Daliland

Director: Mary Harron
Starring: Ben Kingsley, Barbara Sukowa, Ezra Miller, Christopher Briney, Rupert Graves, Andreja Pejic, Alexander Beyer, Mark McKenna, Zachary Nachbar-Seckel, Avital Lvova
Distributor: Kismet
Runtime: 97 mins. Reviewed in Jul 2023
Reviewer: Fr Peter Malone msc
| JustWatch |
Rating notes: Nudity, sex, coarse language and drug use

In 1973, a young gallery assistant goes on a wild adventure behind the scenes as he helps the aging genius Salvador Dali prepare for a big show in New York.

Daliland is the idiosyncratic world of Spanish artist, Salvador Dali. Dali, who died in 1989, and who might well be pleased with this cinema portrait but not pleased to realise that, with the passing of time, the 21st-century audience may not know who he is, or was. This is an opportunity to become aware of this most eccentric person, self-centred and arrogant, who achieved a great deal in the world of art, fostering his own publicity.

This film opens tantalisingly with Dali himself on a talk show, immediately recognisable with his upturned moustache, with the contestants blindfold, asking questions – to which Dali says yes to everything. He does look like Dali himself but here is Kingsley, 40 years after his Oscar for playing Gandhi, showing how versatile he can be when embodying unusual characters. It is an excellent Kingsley performance. And he is matched by Sukowa playing Gala, his wife of many decades, a Russian émigré to France, 10 years older than Dali but with him from 1929 to her death in 1982, demanding of him, protective of him, forcing him to work when he was reluctant, but with an eye to younger men whose career she promoted.

In checking with sources on Dali and his life and work, a long entry and detailed entry in Wikipedia, for instance, for quick research, many aspects of Dali’s character and behaviour described there are incorporated into the film, into Dali’s talk about himself, in the portrait and behaviour of Gala, his hypochondria, food issues, sexuality, voyeurism . . .

But, this is a dramatised portrait with fictional elements. The principal element is that of the character Jim (Briney), an earnest young man from Idaho who begins work in New York for Dali’s agent, attracts Dali’s attention, calling him St Sebastian, but not attracting Gala’s favour. As he goes to work with Dali, meant to keep an eye on him to keep in working for an immediate show, he allows himself to be seduced by this other planet as he calls it, intrigued by the parties, the flamboyant guests, sexual overtones, the New York world of the mid-1970s. We have seen Jim at the beginning of the film, in 1984, watching the Dali show on television, so this is a flashback, his experience of Dali, his genuine love of art but realising he could never be an artist, but then the victim of the whims of Dali, Gala and his agent.

In 1985, he makes a trip to Spain, to visit Dali, caught up in various schemes whereby art paper was bought, Dali signing the pages and then lithographs and prints made of the art and sold as the genuine article (also referenced in Wikipedia). He does his best to help Dali whom he admires but is ousted by Gala.

The screenplay highlights some of the past between Dali and Gala, some flashbacks with Miller as Dali and Lvova as Gala. But, at the end, Jim visits the artist whose health is in decline, to give him a book that he had compiled of the various signatures that Dali used for his work. It emerges that Jim, no longer seduced by this world, runs a small gallery, his love of art.

The screenplay was written by John Walsh and directed by his wife, Mary Harron. In looking at Harron’s filmology, she has brought her audience into some bizarre and exotic worlds, I Shot Andy Warhol, his strange New York world, especially the 1960s; The Notorious Bettie Page, a model who was investigated by the American Senate; and a film version of Bret Easton Ellis’s tale of a predatory young banker, American Psycho. She brings her intrigue with these offbeat worlds, the touches of decadence, to her interpretation of Daliland.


#### What is being asked:
Scan the data below for lines holding the word "ffffff", and copy each line found.

*** Opening of Excerpted records ***

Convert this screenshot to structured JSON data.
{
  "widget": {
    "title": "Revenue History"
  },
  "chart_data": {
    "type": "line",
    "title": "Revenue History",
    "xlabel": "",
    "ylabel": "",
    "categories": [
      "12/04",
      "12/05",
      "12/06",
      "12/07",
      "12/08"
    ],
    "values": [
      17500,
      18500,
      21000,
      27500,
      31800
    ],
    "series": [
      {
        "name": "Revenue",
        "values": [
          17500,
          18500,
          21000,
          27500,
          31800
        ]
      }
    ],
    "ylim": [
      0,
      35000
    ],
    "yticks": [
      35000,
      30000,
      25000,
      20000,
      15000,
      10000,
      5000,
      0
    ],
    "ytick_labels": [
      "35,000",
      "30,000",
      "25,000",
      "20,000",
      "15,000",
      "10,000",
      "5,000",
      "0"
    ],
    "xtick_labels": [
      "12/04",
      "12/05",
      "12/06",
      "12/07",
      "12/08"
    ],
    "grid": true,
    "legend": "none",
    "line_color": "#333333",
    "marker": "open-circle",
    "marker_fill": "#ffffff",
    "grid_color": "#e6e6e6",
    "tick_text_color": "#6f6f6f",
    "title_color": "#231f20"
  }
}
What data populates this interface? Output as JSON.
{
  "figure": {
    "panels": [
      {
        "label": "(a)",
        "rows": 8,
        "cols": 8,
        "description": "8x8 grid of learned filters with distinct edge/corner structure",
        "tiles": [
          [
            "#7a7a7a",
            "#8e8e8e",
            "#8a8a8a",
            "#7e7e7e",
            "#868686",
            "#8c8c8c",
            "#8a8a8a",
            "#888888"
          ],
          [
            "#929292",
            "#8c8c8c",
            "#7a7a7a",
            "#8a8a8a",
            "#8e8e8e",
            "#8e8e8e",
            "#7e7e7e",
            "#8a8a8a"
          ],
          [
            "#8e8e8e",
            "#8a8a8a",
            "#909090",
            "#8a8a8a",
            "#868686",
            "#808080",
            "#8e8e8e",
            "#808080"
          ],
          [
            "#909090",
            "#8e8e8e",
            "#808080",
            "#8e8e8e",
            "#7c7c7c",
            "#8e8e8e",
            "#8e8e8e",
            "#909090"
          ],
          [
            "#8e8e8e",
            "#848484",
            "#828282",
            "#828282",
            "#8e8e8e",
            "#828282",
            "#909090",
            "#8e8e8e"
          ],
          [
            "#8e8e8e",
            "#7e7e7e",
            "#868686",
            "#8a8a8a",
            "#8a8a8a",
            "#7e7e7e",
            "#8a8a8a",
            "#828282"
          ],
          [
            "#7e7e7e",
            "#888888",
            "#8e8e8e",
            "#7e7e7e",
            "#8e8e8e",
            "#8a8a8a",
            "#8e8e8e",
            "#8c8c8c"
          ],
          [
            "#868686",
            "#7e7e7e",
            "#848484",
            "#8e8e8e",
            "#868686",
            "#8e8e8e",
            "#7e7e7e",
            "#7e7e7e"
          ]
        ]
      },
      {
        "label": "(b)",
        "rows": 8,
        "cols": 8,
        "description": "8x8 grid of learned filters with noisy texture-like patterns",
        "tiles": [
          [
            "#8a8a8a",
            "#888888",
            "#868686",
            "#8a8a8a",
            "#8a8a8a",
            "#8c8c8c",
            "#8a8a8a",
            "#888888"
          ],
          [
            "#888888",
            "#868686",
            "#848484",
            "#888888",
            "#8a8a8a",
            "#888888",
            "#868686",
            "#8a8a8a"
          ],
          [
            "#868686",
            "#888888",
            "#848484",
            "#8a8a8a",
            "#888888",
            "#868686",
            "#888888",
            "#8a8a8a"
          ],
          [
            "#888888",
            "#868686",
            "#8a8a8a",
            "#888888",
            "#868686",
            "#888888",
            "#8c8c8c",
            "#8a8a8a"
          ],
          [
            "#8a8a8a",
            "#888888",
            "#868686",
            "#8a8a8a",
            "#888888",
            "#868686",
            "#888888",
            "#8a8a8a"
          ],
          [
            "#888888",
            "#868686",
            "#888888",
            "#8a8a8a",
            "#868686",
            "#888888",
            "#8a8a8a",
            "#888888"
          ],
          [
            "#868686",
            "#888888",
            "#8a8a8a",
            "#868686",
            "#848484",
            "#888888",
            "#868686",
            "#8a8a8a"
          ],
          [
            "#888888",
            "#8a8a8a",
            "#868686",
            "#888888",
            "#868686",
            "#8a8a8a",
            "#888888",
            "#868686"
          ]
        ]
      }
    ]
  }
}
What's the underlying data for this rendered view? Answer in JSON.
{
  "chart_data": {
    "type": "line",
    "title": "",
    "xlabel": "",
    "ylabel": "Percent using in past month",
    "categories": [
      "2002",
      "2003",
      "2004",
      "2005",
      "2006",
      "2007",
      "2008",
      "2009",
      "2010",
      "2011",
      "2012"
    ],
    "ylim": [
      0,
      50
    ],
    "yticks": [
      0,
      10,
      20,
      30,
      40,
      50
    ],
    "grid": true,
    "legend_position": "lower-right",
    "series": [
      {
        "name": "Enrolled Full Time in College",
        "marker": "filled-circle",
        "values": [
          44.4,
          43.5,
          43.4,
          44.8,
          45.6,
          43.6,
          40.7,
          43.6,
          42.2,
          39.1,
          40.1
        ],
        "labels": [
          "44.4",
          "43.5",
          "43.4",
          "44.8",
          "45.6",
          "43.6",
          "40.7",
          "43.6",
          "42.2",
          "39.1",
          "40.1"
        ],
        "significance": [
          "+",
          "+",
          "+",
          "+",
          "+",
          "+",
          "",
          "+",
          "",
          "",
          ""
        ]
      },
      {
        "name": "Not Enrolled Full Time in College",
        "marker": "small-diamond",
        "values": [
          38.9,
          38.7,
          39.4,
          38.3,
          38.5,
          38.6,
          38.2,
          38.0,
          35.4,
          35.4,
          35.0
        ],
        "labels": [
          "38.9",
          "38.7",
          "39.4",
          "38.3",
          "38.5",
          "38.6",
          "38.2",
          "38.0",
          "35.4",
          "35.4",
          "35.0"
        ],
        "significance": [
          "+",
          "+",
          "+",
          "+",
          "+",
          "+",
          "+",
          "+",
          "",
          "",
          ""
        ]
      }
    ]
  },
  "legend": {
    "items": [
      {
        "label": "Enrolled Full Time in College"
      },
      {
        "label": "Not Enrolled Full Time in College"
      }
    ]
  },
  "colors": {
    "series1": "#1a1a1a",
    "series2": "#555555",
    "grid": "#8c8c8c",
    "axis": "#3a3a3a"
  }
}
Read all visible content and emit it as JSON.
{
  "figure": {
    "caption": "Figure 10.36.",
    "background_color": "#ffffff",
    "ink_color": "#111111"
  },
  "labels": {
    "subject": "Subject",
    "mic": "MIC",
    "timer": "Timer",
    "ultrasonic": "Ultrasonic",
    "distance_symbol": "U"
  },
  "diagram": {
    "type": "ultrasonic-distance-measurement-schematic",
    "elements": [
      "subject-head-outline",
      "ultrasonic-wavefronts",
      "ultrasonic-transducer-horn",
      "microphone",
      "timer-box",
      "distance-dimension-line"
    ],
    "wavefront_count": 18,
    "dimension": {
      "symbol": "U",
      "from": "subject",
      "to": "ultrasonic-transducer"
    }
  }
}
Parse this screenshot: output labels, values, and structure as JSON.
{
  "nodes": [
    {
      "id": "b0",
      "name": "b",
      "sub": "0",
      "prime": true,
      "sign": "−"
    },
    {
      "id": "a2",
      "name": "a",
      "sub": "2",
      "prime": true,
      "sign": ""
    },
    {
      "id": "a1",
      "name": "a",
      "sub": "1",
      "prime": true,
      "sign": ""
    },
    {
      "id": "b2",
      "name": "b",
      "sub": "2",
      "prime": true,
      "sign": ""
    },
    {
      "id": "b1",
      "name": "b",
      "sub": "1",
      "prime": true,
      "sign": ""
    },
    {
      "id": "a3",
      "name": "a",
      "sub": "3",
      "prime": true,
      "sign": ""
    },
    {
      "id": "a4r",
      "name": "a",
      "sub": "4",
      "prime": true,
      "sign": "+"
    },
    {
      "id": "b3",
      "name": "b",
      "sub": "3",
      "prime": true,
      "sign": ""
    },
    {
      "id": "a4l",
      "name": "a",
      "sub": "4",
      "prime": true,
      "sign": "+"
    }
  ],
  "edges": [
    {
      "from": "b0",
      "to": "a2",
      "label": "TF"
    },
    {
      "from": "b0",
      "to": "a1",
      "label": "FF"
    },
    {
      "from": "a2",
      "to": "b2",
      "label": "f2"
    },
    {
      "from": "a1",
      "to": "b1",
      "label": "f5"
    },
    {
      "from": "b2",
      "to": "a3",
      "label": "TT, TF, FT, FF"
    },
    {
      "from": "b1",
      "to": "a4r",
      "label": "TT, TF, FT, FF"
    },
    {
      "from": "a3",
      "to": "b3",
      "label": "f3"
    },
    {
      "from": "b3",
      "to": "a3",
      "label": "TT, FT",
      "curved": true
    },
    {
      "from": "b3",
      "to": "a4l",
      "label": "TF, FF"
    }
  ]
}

*** Close of Excerpted records ***

#### Solution for this exercise:
    "marker_fill": "#ffffff",
    "background_color": "#ffffff",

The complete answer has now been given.